Two Bodies Passing Each Other
Matthew Olzmann

Every night in her sleep, at 3:30 a.m., my wife makes this small humming sound when the train passes our apartment. The tracks are blocks down the road -- you can't hear the engine, nor the clatter of the rails, nor the bell as the traffic beam descends -- nothing but a long, sober whistle.
A soft, "Hmmmmm" from my wife. Then nothing. The silence of a city that's nearly empty.
The glow from the one streetlight on our block slips into our room through a part in the curtains. It cuts a narrow path across the floorboards. Away from our bed and out into the living room before disappearing.
Then it's morning. Then we're in the kitchen and she's twirling all over the place, cabinet to cabinet, looking for coffee.
"That's funny," she says when I ask her about the sound she makes.
She doesn't remember any of it.
"Hmm," I say.
"Hmm," she says.
Then it's night again.
Then the train calls out across the blackness.
Hmmmm.
Then it's silent again.
"What do you dream about?" I ask. She digs through a drawer then her purse, searching for a sugar packet and a spoon.
"I don't know," she says.
"What do you mean, you don't know?"
"I don't mean anything," she says, "I just don't remember."
Our marriage counselor tells us that there are parts of another person that you can never know. That we need to stop assuming things about each other. No matter how close two people are, they can't be inside each others' heads. You're not mind readers, we're told. The problem, we're told, is that couples expect to know each other fully. They eventually believe, we're told, that they can anticipate the others' actions and thoughts, but they can't.  
Then it's night again.
Have you ever seen those programs on cable about certain types of porpoises or dolphins that -- beneath the ocean surface, beneath the waves and mist and ships passing in the night -- will sing to each other across miles of darkness?
Like tines on a tuning fork. The two vibrate in unison and, in the space between, a single note of longing.
It's night again, then it's night again, then it's night again. When I roll over to look at her, I can barely make out a silhouette. Outside, something endless barrels forward.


- _PROBLEM REQUIREMENTS_: Write out the entries below once more, exactly.
↓↓↓
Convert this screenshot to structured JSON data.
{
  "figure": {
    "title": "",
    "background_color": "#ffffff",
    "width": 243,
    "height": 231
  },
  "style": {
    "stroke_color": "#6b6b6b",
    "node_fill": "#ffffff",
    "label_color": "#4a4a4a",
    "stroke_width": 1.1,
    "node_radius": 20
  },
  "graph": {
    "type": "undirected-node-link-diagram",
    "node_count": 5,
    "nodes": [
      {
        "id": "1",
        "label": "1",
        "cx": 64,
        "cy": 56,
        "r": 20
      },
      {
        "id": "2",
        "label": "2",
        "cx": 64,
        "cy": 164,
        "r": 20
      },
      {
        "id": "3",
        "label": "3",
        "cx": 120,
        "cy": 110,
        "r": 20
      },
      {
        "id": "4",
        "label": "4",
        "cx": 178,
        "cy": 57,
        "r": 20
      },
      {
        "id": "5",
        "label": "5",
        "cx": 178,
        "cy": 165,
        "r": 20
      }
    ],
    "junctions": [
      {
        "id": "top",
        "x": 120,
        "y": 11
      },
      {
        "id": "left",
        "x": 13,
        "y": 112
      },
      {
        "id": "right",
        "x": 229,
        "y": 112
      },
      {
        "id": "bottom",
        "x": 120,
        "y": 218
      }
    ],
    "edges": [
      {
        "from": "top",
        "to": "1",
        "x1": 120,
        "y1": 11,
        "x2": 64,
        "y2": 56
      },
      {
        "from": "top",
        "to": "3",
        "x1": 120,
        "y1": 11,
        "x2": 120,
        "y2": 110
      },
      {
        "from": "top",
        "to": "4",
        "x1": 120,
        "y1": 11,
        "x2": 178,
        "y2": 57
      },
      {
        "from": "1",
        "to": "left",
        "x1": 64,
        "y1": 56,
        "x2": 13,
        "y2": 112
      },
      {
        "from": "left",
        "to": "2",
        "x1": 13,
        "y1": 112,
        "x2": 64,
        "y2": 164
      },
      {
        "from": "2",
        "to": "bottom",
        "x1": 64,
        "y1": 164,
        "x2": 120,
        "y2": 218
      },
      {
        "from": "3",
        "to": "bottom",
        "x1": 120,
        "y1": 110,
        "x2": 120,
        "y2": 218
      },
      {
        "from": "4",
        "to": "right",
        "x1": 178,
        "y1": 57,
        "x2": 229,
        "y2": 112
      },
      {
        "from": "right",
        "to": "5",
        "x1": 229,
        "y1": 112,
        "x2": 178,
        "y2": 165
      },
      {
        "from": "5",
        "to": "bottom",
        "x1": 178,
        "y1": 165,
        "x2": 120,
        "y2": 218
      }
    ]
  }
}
↑↑↑
- _EXERCISE SOLUTION_:
Convert this screenshot to structured JSON data.
{
  "figure": {
    "title": "",
    "background_color": "#ffffff",
    "width": 243,
    "height": 231
  },
  "style": {
    "stroke_color": "#6b6b6b",
    "node_fill": "#ffffff",
    "label_color": "#4a4a4a",
    "stroke_width": 1.1,
    "node_radius": 20
  },
  "graph": {
    "type": "undirected-node-link-diagram",
    "node_count": 5,
    "nodes": [
      {
        "id": "1",
        "label": "1",
        "cx": 64,
        "cy": 56,
        "r": 20
      },
      {
        "id": "2",
        "label": "2",
        "cx": 64,
        "cy": 164,
        "r": 20
      },
      {
        "id": "3",
        "label": "3",
        "cx": 120,
        "cy": 110,
        "r": 20
      },
      {
        "id": "4",
        "label": "4",
        "cx": 178,
        "cy": 57,
        "r": 20
      },
      {
        "id": "5",
        "label": "5",
        "cx": 178,
        "cy": 165,
        "r": 20
      }
    ],
    "junctions": [
      {
        "id": "top",
        "x": 120,
        "y": 11
      },
      {
        "id": "left",
        "x": 13,
        "y": 112
      },
      {
        "id": "right",
        "x": 229,
        "y": 112
      },
      {
        "id": "bottom",
        "x": 120,
        "y": 218
      }
    ],
    "edges": [
      {
        "from": "top",
        "to": "1",
        "x1": 120,
        "y1": 11,
        "x2": 64,
        "y2": 56
      },
      {
        "from": "top",
        "to": "3",
        "x1": 120,
        "y1": 11,
        "x2": 120,
        "y2": 110
      },
      {
        "from": "top",
        "to": "4",
        "x1": 120,
        "y1": 11,
        "x2": 178,
        "y2": 57
      },
      {
        "from": "1",
        "to": "left",
        "x1": 64,
        "y1": 56,
        "x2": 13,
        "y2": 112
      },
      {
        "from": "left",
        "to": "2",
        "x1": 13,
        "y1": 112,
        "x2": 64,
        "y2": 164
      },
      {
        "from": "2",
        "to": "bottom",
        "x1": 64,
        "y1": 164,
        "x2": 120,
        "y2": 218
      },
      {
        "from": "3",
        "to": "bottom",
        "x1": 120,
        "y1": 110,
        "x2": 120,
        "y2": 218
      },
      {
        "from": "4",
        "to": "right",
        "x1": 178,
        "y1": 57,
        "x2": 229,
        "y2": 112
      },
      {
        "from": "right",
        "to": "5",
        "x1": 229,
        "y1": 112,
        "x2": 178,
        "y2": 165
      },
      {
        "from": "5",
        "to": "bottom",
        "x1": 178,
        "y1": 165,
        "x2": 120,
        "y2": 218
      }
    ]
  }
}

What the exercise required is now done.